RMDs Can Force Taxable Income Later
Required minimum distributions (RMDs) can reshape your withdrawal plan whether you need the money or not. The IRS generally requires most people to begin taking RMDs for the year they reach age 73, with the first distribution often allowed to be delayed until April 1 of the following year. SECURE 2.0 also schedules an increase in the RMD starting age to 75 beginning in 2033 for certain retirees.
These forced distributions can raise your taxable income in a given year and may also affect Medicare costs for higher-income retirees. Our RMD guide for retirees walks through the rules and the planning moves that can reduce future RMD pressure.

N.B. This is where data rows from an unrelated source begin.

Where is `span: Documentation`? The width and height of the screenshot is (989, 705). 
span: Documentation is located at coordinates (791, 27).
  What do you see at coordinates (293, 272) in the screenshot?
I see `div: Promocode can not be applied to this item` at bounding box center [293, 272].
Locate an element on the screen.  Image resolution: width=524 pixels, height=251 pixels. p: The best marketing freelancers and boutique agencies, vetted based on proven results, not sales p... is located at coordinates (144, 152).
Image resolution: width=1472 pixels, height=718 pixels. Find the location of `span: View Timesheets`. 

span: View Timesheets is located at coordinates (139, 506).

Medicare IRMAA and Why It Matters for Withdrawals
Medicare IRMAA is an income-related surcharge added to Part B and Part D premiums when your income crosses certain thresholds, based on a two-year income lookback. You can review the current Part B and Part D premium structure directly on Medicare’s site.

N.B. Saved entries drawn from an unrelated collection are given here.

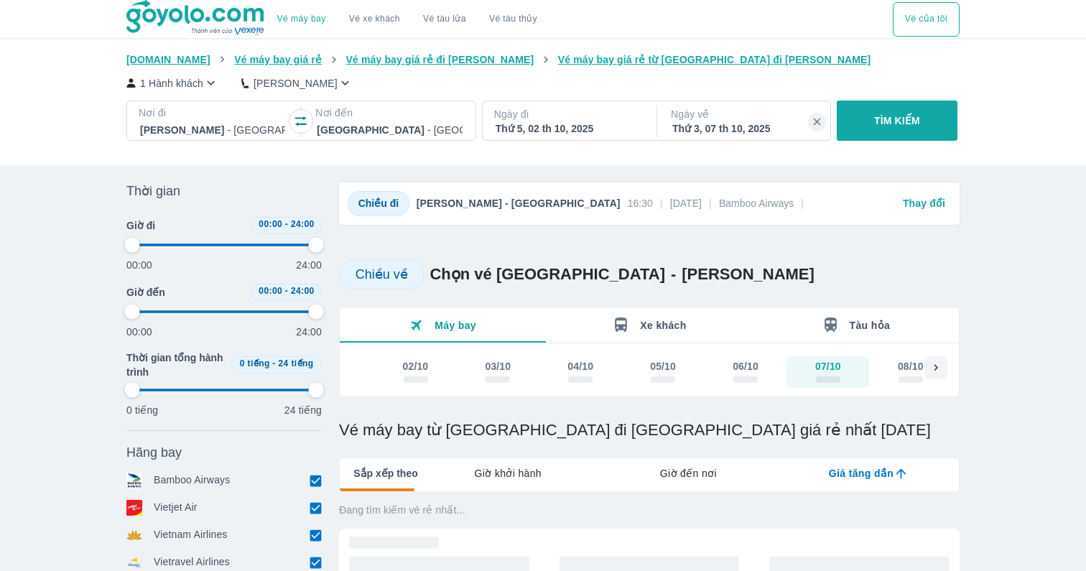 This screenshot has height=571, width=1086. What do you see at coordinates (455, 325) in the screenshot?
I see `span: Máy bay` at bounding box center [455, 325].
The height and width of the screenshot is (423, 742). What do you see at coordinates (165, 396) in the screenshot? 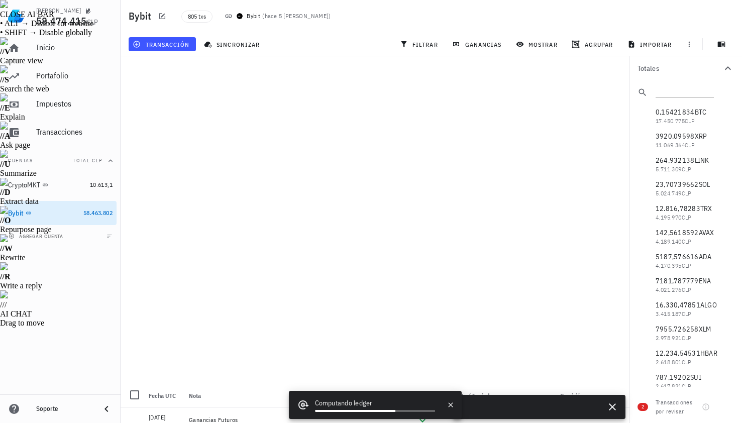
I see `div: Fecha UTC` at bounding box center [165, 396].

The planning takeaway is simple. Even a one-time income spike can have ripple effects, so a large IRA withdrawal or a sizable Roth conversion can raise costs in ways people do not expect. Coordinated healthcare planning helps you spread income events across years instead of crossing an IRMAA threshold by accident.
FAQs
It’s a helpful benchmark, but it was built around a 30-year retirement framework. It also does not automatically reflect your taxes, spending pattern, or risk tolerance. Many retirees do better with a flexible plan that adjusts when markets change.

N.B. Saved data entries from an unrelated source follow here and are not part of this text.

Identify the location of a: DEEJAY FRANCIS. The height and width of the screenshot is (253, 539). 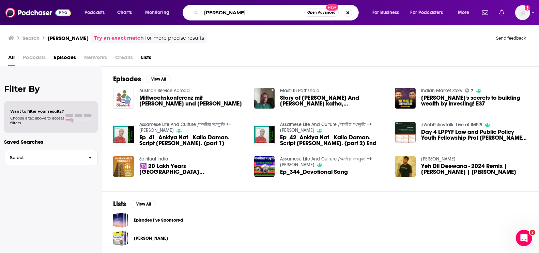
(438, 158).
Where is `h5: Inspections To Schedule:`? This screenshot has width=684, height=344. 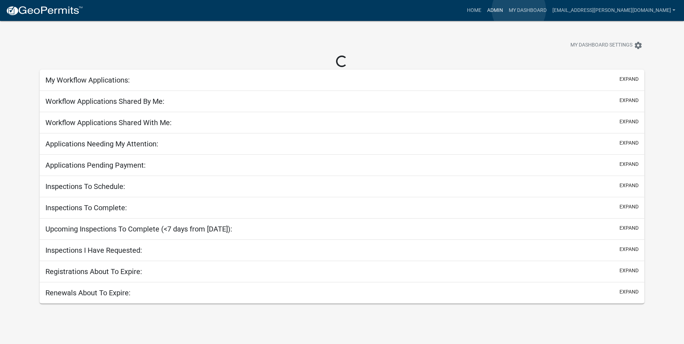
h5: Inspections To Schedule: is located at coordinates (85, 186).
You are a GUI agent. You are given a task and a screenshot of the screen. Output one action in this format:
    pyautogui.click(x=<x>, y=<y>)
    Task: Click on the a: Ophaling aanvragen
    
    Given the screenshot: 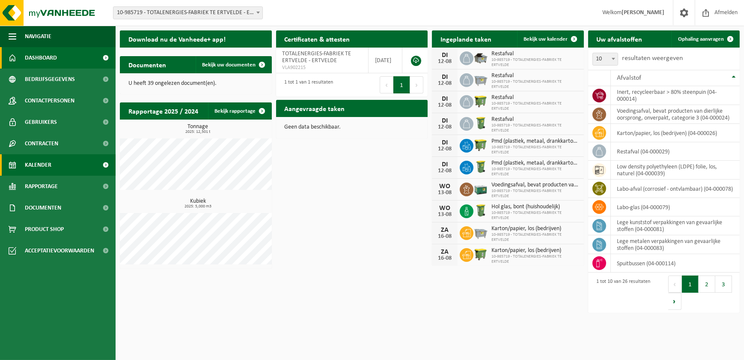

Starting with taxable brokerage funds can help manage taxes while allowing Roth assets to grow longer. A mixed approach is also common, but the best answer depends on your bracket management, your timeline for RMDs, and how income affects Medicare premiums.
Two common issues stand out. The first is ignoring taxes on pre-tax withdrawals from traditional IRAs and 401(k)s. The second is not planning for Medicare IRMAA, where higher income can increase Part B and Part D premiums. A withdrawal that looks fine before taxes and premiums can feel very different after.
At least once a year, and also after major market moves or life changes. An annual review lets you refill a cash reserve, adjust spending if needed, and stay aligned with your long-term plan.
Sometimes, yes. Retirees with strong Social Security, pensions, or other reliable income often have more flexibility in their portfolio withdrawal rate, because the portfolio is covering a smaller share of total spending. A guardrails approach can help you use that flexibility safely.
Want a Clear Withdrawal Plan You Can Actually Follow?
A safe withdrawal plan is not just a percentage. It is a year-by-year strategy that balances your spending, your taxes, your guaranteed income, and the real-world behavior of markets.
If you are nearing retirement or recently retired and you want clarity and confidence around your withdrawals, Bauman Wealth Advisors provides experienced fiduciary guidance. Schedule a complimentary consultation with one of our CFP® professionals to review your retirement income plan, withdrawal strategy, tax impact, and key timing issues like RMDs and Medicare.